In code generation, LLMs are directly involved: they are trained with large source code repositoriestechnical documentation and usage examples, allowing them to write functions, explain errors, translate between programming languages, or even design small games like tic-tac-toe in C# from a simple natural language description.

Practical uses of LLMs in everyday life

LLMs can be fine-tuned for specific tasks that maximize their ability to understand and generate text, leading to an ever-increasing range of applications in personal and business environments.

Among the most common uses we find the conversational chatbots such as ChatGPT, Gemini or Copilot, which act as general assistants capable of answering questions, explaining concepts, helping with homework, writing emails or drafting reports.

Another very powerful category is that of content generationProduct descriptions for ecommerce, advertising copy, blog articles, video scripts, newsletters or social media posts, all generated from relatively simple instructions.

In companies, LLMs are used to answer frequently asked questionsAutomating part of the customer service, classifying and labeling large volumes of feedback (reviews, surveys, social media comments) and extracting insights on brand perception, recurring problems or opportunities for improvement.

They also excel at tasks of translation and localizationDocument classification, extraction of relevant information, generation of executive summaries and support for decision-making by reinforcing the human team with rapid analyses on large sets of text.

Limitations and risks of LLMs

Despite their power, LLMs have significant limitations that should be kept in mind in order to use them wisely and without unrealistic expectations.

The best known is the phenomenon of the hallucinationsThe model can generate information that sounds very convincing but is false or inaccurate. This occurs because the LLM Predicts text, not factsAnd if there is not enough context or the prompt is ambiguous, fill in the gaps with plausible, albeit invented, content.

We also need to consider the biasesModels learn from data generated by people, with all that this implies: biases, stereotypes, inequalities, and a partial view of the world. Without control and alignment mechanisms, an LLM can reproduce or even amplify these biases.

Another key limitation is its prompt dependencyThe quality of the response depends largely on how you phrase the request: vague instructions generate mediocre results, while well-designed prompts lead to much more useful, accurate, and actionable responses.

Finally, LLMs do not have a real understanding of the world: they lack direct perception, they do not have integrated long-term memory unless external systems are added, and unless the provider enables it, They do not have access to real-time informationTheir “knowledge” is limited to what was present in their training data and what fits within their current context window.

Relationship with the business world and work

In the corporate environment, LLMs are becoming integrated into CRM, sales tools, services, and e-commerce platforms to increase productivity and improve the customer experience.

These models allow you to automate repetitive tasks such as responding to similar emails, generating initial contract proposals, summarizing calls or meetings, and guide human agents with real-time response suggestions, without necessarily replacing your judgment but significantly reducing the mechanical load.
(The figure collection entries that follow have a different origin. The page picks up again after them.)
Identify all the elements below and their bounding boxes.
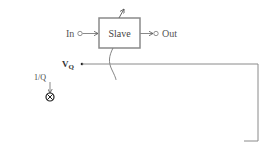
in-port-icon (78, 31, 82, 35)
in-label: In (66, 28, 74, 39)
vref-branch-line (46, 97, 50, 143)
inv-q-label: 1/Q (34, 73, 46, 82)
out-port-icon (154, 31, 158, 35)
vq-label: VQ (62, 59, 75, 71)
slave-block: Slave (99, 18, 140, 48)
out-label: Out (162, 28, 177, 39)
slave-tuning-arrow-icon (119, 9, 124, 18)
q-tuning-block-diagram: Slave In Out VQ 1/Q (0, 0, 274, 164)
slave-label: Slave (108, 28, 131, 39)
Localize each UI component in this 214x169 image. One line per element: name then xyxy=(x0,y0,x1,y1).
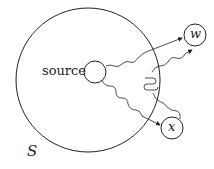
w-label: w xyxy=(190,26,201,41)
path-loop xyxy=(144,78,180,119)
set-s-label: S xyxy=(27,142,37,160)
x-label: x xyxy=(168,119,175,134)
source-label: source xyxy=(42,63,86,78)
source-node xyxy=(84,61,106,83)
path-source-to-w xyxy=(106,38,182,67)
path-source-to-x xyxy=(102,80,160,125)
diagram: source S w x xyxy=(0,0,214,169)
path-boundary-to-w xyxy=(152,50,192,72)
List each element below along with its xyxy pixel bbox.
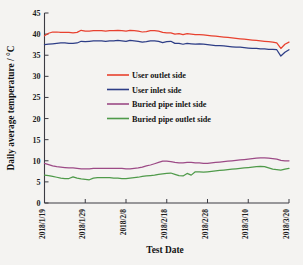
y-tick-label: 45 [33, 9, 41, 18]
x-tick-label: 2018/3/10 [241, 209, 250, 239]
y-tick-label: 35 [33, 51, 41, 60]
legend-label: User outlet side [132, 71, 186, 80]
temperature-line-chart: 051015202530354045 2018/1/192018/1/29201… [0, 0, 303, 265]
x-tick-label: 2018/1/19 [38, 209, 47, 239]
x-tick-label: 2018/2/18 [160, 209, 169, 239]
x-axis-title: Test Date [146, 245, 183, 255]
x-tick-label: 2018/1/29 [78, 209, 87, 239]
chart-canvas: 051015202530354045 2018/1/192018/1/29201… [0, 0, 303, 265]
legend-label: Buried pipe inlet side [132, 100, 207, 109]
y-tick-label: 10 [33, 157, 41, 166]
legend-label: User inlet side [132, 86, 182, 95]
y-tick-label: 25 [33, 93, 41, 102]
y-axis-title: Daily average temperature / °C [6, 45, 16, 170]
y-tick-label: 0 [37, 199, 41, 208]
x-tick-label: 2018/3/20 [282, 209, 291, 239]
x-tick-label: 2018/2/8 [119, 209, 128, 236]
y-tick-label: 20 [33, 115, 41, 124]
y-tick-label: 30 [33, 72, 41, 81]
y-tick-label: 15 [33, 136, 41, 145]
x-tick-label: 2018/2/28 [201, 209, 210, 239]
y-tick-label: 5 [37, 178, 41, 187]
y-tick-label: 40 [33, 30, 41, 39]
legend-label: Buried pipe outlet side [132, 115, 211, 124]
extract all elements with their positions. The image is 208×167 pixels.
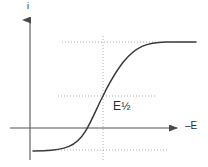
polarographic-wave-figure: i –E E½: [0, 0, 208, 167]
y-axis-label: i: [27, 2, 29, 11]
voltammetric-wave-curve: [33, 42, 196, 151]
half-wave-fraction: ½: [121, 100, 130, 112]
x-axis-label: –E: [185, 121, 197, 131]
gridlines-group: [46, 36, 196, 160]
half-wave-potential-label: E½: [113, 100, 131, 112]
axes-group: [10, 20, 177, 160]
plot-canvas: [0, 0, 208, 167]
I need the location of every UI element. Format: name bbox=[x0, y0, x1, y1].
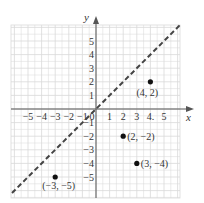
x-tick-label: −5 bbox=[23, 111, 34, 122]
data-points: (4, 2)(2, −2)(3, −4)(−3, −5) bbox=[42, 79, 168, 192]
x-tick-label: −4 bbox=[36, 111, 47, 122]
point-label: (3, −4) bbox=[141, 158, 168, 170]
x-tick-label: 3 bbox=[134, 111, 139, 122]
y-axis-arrow-icon bbox=[93, 16, 99, 24]
coordinate-plane: −5−4−3−2−101234.5−5−4−3−2−112345 (4, 2)(… bbox=[0, 0, 204, 203]
data-point bbox=[53, 174, 58, 179]
y-tick-label: 1 bbox=[89, 90, 94, 101]
data-point bbox=[148, 79, 153, 84]
y-tick-label: 4 bbox=[89, 49, 94, 60]
axes bbox=[11, 16, 194, 198]
point-label: (2, −2) bbox=[127, 131, 154, 143]
point-label: (−3, −5) bbox=[42, 180, 75, 192]
x-tick-label: 1 bbox=[107, 111, 112, 122]
point-label: (4, 2) bbox=[136, 87, 158, 99]
y-tick-label: 5 bbox=[89, 36, 94, 47]
y-tick-label: −4 bbox=[83, 158, 94, 169]
data-point bbox=[134, 161, 139, 166]
y-tick-label: −3 bbox=[83, 144, 94, 155]
x-tick-label: 5 bbox=[162, 111, 167, 122]
x-axis-label: x bbox=[185, 111, 191, 123]
x-tick-label: −3 bbox=[50, 111, 61, 122]
y-tick-label: 3 bbox=[89, 63, 94, 74]
x-tick-label: −2 bbox=[63, 111, 74, 122]
data-point bbox=[121, 134, 126, 139]
x-tick-label: 2 bbox=[121, 111, 126, 122]
y-tick-label: −5 bbox=[83, 172, 94, 183]
y-axis-label: y bbox=[83, 11, 89, 23]
x-tick-label: 4. bbox=[147, 111, 155, 122]
y-tick-label: −2 bbox=[83, 131, 94, 142]
y-tick-label: 2 bbox=[89, 76, 94, 87]
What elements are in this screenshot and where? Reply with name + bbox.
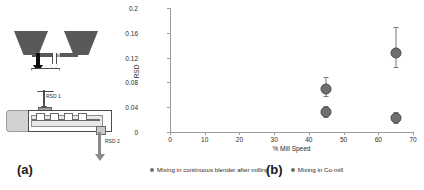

In marketing and sales, they are used to better segment customersAnalyze large amounts of textual data (reviews, queries, social media), personalize messages, and discover opportunities that would otherwise go unnoticed among thousands of interactions.

This impact on the work environment is reminiscent of that of industrial robots in manufacturing: some monotonous work is reduced, job profiles are transformed, and new functions focused on [the following] emerge. design, monitor and integrate AI systems in existing processes.

Future of LLMs: Multimodality and greater capabilities

The evolution of LLMs points towards increasingly more models multimodalcapable of processing not only text, but also images, audio, and even video in an integrated way. In this way, a single system could understand a conversation, analyze a scanned document, interpret a graph, and reason about all of it simultaneously.

Some models are already being trained with combinations of text, audio, and video, opening the door to advanced applications in fields such as autonomous vehiclesrobotics or enhanced personal assistants, which “see” and “hear” as well as read.

As training techniques are refined, LLMs are expected to improve in accuracy, bias reduction, and handling of up-to-date informationincorporating external verification mechanisms and controlled access to real-time data sources.

We will also see a consolidation of hybrid models: combinations of high-performance closed models to specialized open models and local tools that allow maintaining privacy and control over the most sensitive data.

In short, LLMs are transitioning from a flashy novelty to becoming a basic productivity infrastructureThis applies to both individuals and businesses. Understanding what they can do, how they work, and what their limitations are is key to leveraging them effectively without delegating more than they can realistically handle.